Justify's remarkable ascension in a short time frame is a testament to his sire, family, constitution, and physique, and it's easy to assume that any competent trainer could have developed such a well-bred horse similarly. But Baffert has accomplished a few things with Justify that have shattered some barriers: he won the Kentucky Derby with a horse that hadn't raced at two, who was the first Storm Cat-line winner of that Classic, and whose sire was more widely renowned for turf horses, not for 10-furlong horses on dirt.
Baffert's uncanny ability in developing lesser-pedigreed horses, some by stallions well off the commercial path, brings into sharper focus his skills as a trainer and manager and his eye for a horse.
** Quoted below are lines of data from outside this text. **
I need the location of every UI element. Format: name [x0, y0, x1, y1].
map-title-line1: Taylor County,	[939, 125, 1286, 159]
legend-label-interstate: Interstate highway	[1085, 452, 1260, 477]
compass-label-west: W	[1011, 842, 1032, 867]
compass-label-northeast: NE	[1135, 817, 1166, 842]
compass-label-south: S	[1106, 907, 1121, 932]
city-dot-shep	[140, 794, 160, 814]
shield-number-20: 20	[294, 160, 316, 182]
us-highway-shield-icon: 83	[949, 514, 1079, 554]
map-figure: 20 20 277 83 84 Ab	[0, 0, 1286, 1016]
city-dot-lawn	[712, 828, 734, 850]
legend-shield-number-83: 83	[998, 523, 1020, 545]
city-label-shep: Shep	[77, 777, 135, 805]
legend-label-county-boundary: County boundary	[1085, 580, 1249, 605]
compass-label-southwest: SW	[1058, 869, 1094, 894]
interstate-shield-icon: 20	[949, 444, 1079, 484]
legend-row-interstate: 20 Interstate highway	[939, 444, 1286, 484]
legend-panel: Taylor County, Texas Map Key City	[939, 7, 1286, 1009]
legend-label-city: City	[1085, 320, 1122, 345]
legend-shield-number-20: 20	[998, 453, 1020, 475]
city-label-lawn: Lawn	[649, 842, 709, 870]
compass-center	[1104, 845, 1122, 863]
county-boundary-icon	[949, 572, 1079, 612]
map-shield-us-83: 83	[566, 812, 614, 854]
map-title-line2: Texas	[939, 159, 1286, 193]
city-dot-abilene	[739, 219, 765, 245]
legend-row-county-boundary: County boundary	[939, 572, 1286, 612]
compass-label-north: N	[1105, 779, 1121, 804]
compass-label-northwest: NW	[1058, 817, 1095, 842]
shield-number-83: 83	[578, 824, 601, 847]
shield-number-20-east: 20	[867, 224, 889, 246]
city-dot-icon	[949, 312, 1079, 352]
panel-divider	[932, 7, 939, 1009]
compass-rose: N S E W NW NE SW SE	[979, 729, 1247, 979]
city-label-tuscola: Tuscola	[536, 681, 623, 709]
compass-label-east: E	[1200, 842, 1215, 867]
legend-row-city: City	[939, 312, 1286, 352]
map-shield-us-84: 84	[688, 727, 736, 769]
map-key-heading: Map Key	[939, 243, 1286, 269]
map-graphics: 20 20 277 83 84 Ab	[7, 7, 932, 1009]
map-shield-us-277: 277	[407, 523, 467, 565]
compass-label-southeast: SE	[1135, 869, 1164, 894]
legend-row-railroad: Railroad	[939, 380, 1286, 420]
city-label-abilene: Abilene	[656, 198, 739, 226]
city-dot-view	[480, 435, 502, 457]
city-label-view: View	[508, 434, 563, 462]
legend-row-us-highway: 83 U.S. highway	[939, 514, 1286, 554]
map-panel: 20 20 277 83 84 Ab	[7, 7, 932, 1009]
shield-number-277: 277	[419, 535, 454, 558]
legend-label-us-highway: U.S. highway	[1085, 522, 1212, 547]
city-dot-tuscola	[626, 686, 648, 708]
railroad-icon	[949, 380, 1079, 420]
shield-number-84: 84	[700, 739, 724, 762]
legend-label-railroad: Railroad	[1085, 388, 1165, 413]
Here's a partial list from an old blog post of mine of Grade I winners trained by Baffert that were the best offspring for their sires:
Cavonnier (Batonnier)
Real Quiet (Quiet American)
Silver Charm (Silver Buck)
Captain Steve (Fly So Free)
Chilukki (Cherokee Run)
Tuzla (Panoramic)
River Keen (Keen)
General Challenge, Excellent Meeting, and Magical Allure (all by General Meeting)
Point Given (Thunder Gulch)
Congaree (Arazi)
War Emblem (Our Emblem)
Friendly Michelle (Artax)
Behaving Badly (Pioneering)
Downthedustyroad (Storm and a Half)
Midnight Lute and Pussycat Doll (both by Real Quiet)
E Z's Gentleman (Yankee Gentleman)
Drill (Lawyer Ron)
Coil (Point Given)
Secret Circle (Eddington)
First Dude (Stephen Got Even)
Hoppertunity (Any Given Saturday)
Dortmund (Big Brown)
Bayern (Offlee Wild)
Mor Spirit (Eskendereya)
“There's some sires I just wouldn't buy, and I've been burned by them,” Baffert said. “My wife Jill tells me now, 'Don't be a sire snob when you go to the sales. Go with your gut if you like the horse.'” Ironically, there isn't a hint of snobbery in the above list.
“When I got into the business early on, I was talking with Johnny T.L. Jones Jr. [of Walmac International] one day, and I was telling him 'I don't like that sire or this one,' and he said, 'Boy, any sire can get you one good one. You just gotta find him.' [Mike] Pegram reminds me of that all the time. He'll say, 'This could be that good one.'”
It's a lesson Baffert has learned well, and he's crafted a Hall of Fame career on that precept.
Sid Fernando is president and CEO of Werk Thoroughbred Consultants, Inc., originator of the Werk Nick Rating and eNicks.